[Given entries Boundary: Start]
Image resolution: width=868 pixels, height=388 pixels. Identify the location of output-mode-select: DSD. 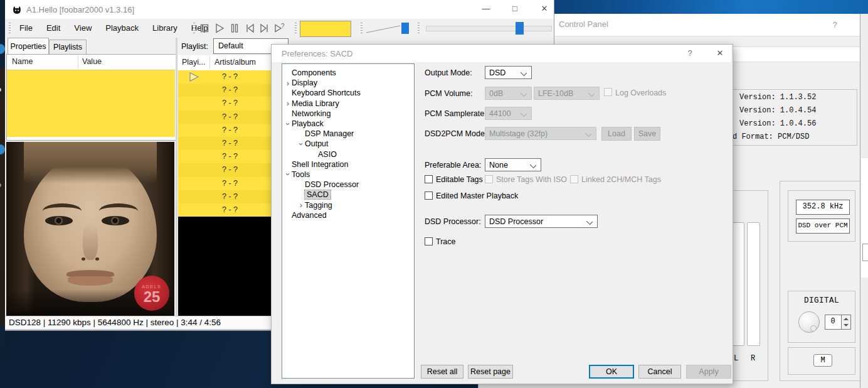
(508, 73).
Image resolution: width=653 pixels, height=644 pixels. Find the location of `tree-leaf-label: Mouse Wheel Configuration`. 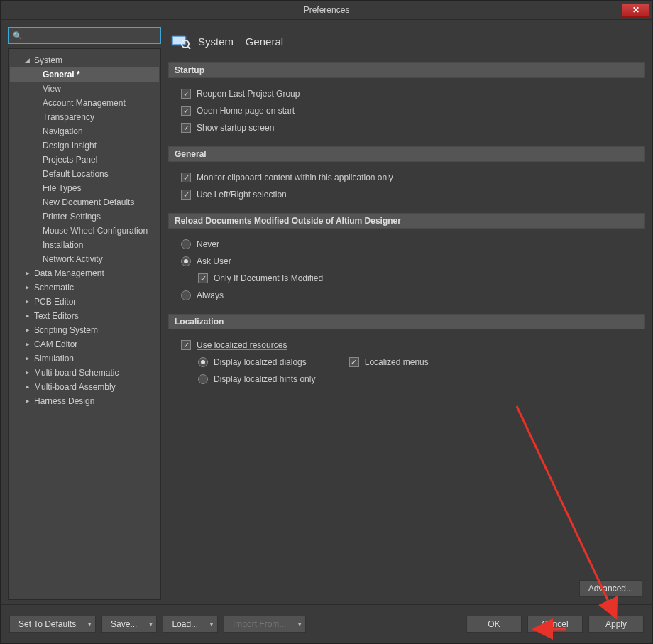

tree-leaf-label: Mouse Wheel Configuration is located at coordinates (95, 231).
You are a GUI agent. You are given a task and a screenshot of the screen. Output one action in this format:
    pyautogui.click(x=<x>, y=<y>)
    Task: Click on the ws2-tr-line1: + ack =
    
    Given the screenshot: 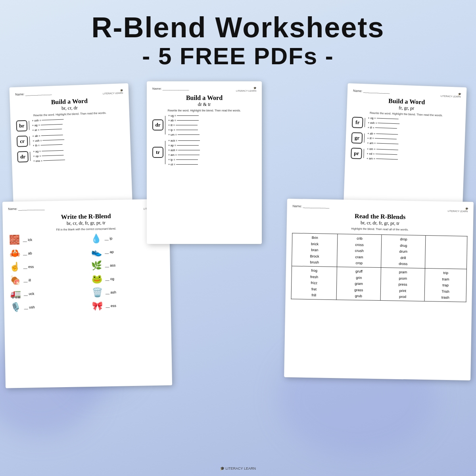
[Given entries Boundary: End]
__Problem requirements__: Could you set down, exactly as written, every line from the one with "You are a GUI" to the end of the data, both ends included? Leave out the pictures.

__Answer space__:
You are a GUI agent. You are given a task and a screenshot of the screen. Output one action in this format:
    pyautogui.click(x=<x>, y=<y>)
    Task: Click on the ws2-tr-line1: + ack =
    
    Given the screenshot: 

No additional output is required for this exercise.